Gear Rundown: Kurt Ballou
Subscribe
X

Subscribe to Mixdown Magazine

31.08.2023

Gear Rundown: Kurt Ballou

Kurt Ballou feature
Words by Lewis Noke Edwards

As a proponent of his own stuff, Kurt has used God City Instruments guitars for almost a decade.

Kurt Ballou is a bit of a rockstar in the metal, hardcore and punk scenes. Having been a founding member of Converge, and his work as owner/engineer of God City Studios, he’s been involved in some of the scene’s bigger musical projects in the scene of the last 20 years or so. While his collection of amps, cabinets and gear at the studio is eye-watering, he’s taken all of his learning with different gear and used it to inform his own company, God City Instruments (GCI).

Read up on all the latest features and columns here.

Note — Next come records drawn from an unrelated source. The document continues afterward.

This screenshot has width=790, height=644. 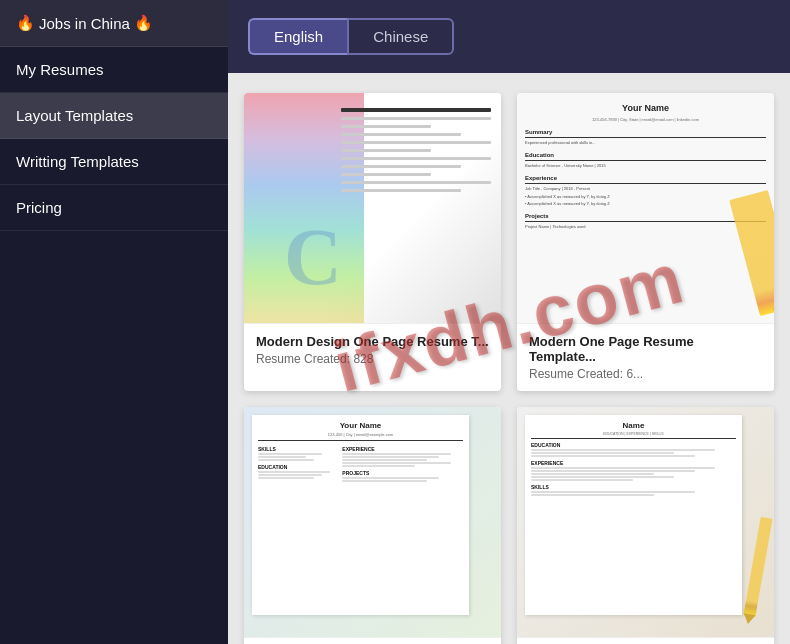 What do you see at coordinates (372, 208) in the screenshot?
I see `template-preview-1: C` at bounding box center [372, 208].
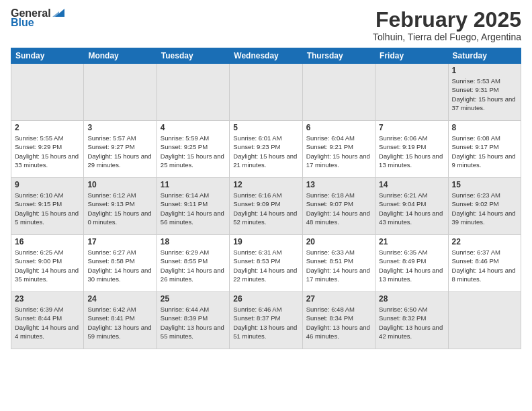  I want to click on day-number: 16, so click(47, 242).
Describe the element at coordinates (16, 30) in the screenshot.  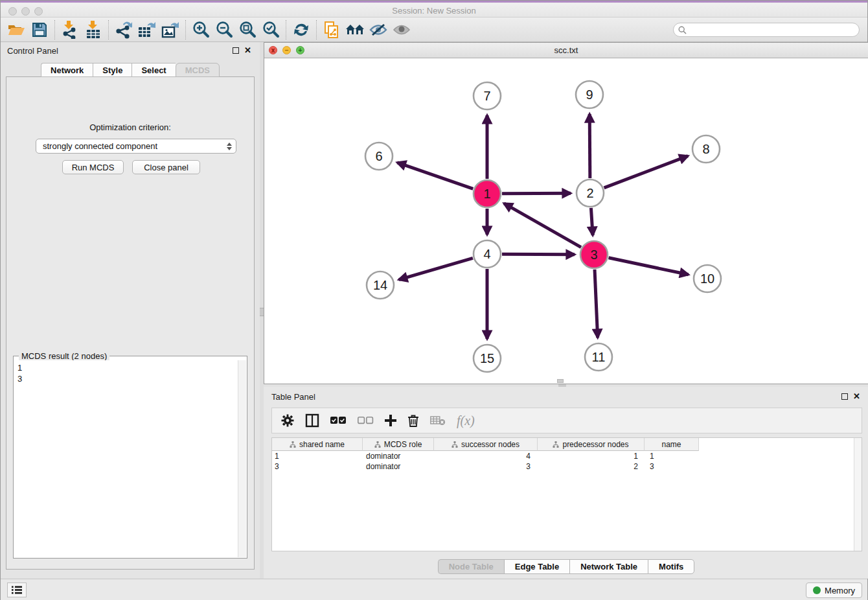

GCI produce guitars, basses and pedals, and his business card was also famously a GCI Brutalist Jr. distortion pedal circuit board.

GCI business card

He has a penchant for chambered electric guitars, some of his GCI’s looking and feeling the way they do because of Kurt’s “Malcolm Young aesthetic leaning tendencies”, but they’re also informed by the guitar he played before GCI.

Guitars

Rickenbacker 650 Atlantis

The early days of Converge saw Kurt playing a Rickenbacker 650 Atlantis, a solid-body electric that deviates from Rickenbacker’s more common hollow and semi-hollow offerings. The 650 had somewhat low output humbuckers, with a smaller footprint than traditional humbuckers and could be easily swapped out for P90s. Its body shape, and the Rickenbacker horn in general, has informed future GCI designs, though sometimes reversed.

You can see Kurt playing the Rick’ in the video below from 2001.

GCI Craftsman

Though he’s played a lot of GCI’s more recently, Kurt has performed extensively with a Craftsman. The Craftsman (usually a Series 1 with a single bridge humbucker) is available with either solid body or a chambered body depending on the model. The Series 1 has a single, overwound GCI Slug Jammer humbucker and volume and tone controls.

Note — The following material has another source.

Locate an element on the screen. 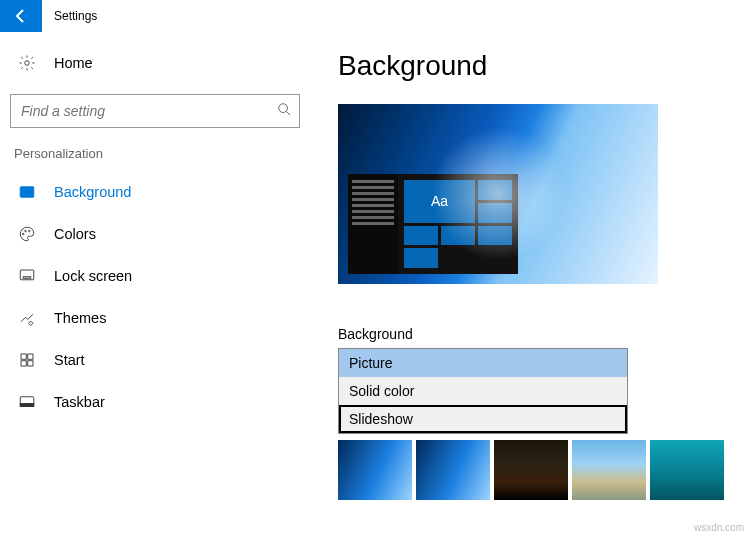 The height and width of the screenshot is (537, 750). background-dropdown-label: Background is located at coordinates (544, 334).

All the Craftsman are built with a combination of different woods, from wenge to mahogany, roasted ash and walnut.

Kurt Ballou

TV Jones pickups

Special mention has to go to TV Jones pickups, usually used for rockabilly, jazz and cleaner genres. TV Jones ‘humbuckers’ sit somewhere between a single coil and a humbucker tonally, being a bit more brittle and articulate than standard humbuckers.

This makes sense then, for Converge’s chaotic, sometimes raucous and fast music to require something that can keep up, while staying crystal clear.

Pedals

Boss OS-2 OverDrive/Distortion

This one helped shape the sound of Merrimack Valley, Massachusetts bands from the early 2000s, Converge included along with Cave In and Piebald. The OS-2 is unique in that it has a ‘Colour’ control that can shift between overdrive and distortion, but effectively sweeps between the Boss OD-1 and DS-1 sounds. Kurt would push his entirely to the OD-1 side, and run it reasonably cleanly as a boost.

Amps

Orange Rockerverb & Crush Pro

Kurt has been a proponent of Orange amps for quite some time, their loud, clear, crunchy tones becoming a basis for Converge, a sentiment shared by his bandmate and Converge bass player Nate Newton (also of Cave In, Old Man Gloom and Doomriders).

A combination of amps made up Kurt’s tone for a long time, the Rockerverb offering tube crunch and depth, while the faster transient of solid-state Crush Pro heads helped articulate Converge’s frantic riffs.

Marshall JMP

Continuing the British trend in his amplifier choices, Kurt has also played Marshall’s extensively, opting for a JMPs, Super Leads and Plexis at times. Marshalls do away with the weight and boisterousness of an Orange, but retain that British, mid-foward push that makes them such a great guitar amp.

Line 6 Helix

More recently, Kurt has been using a Line 6 Helix to great success, powered by Quilter power amplifiers through multiple cabinets. This allows Kurt to fly with a rig, Converge now “rarely using our own gear”.

Shifting gears a little, Kurt uses a Diezel and Archon amp model within the Helix itself (left and right), as well as replacing most of his pedal board with the Helix’s effects.

Keep reading about God City Studio here.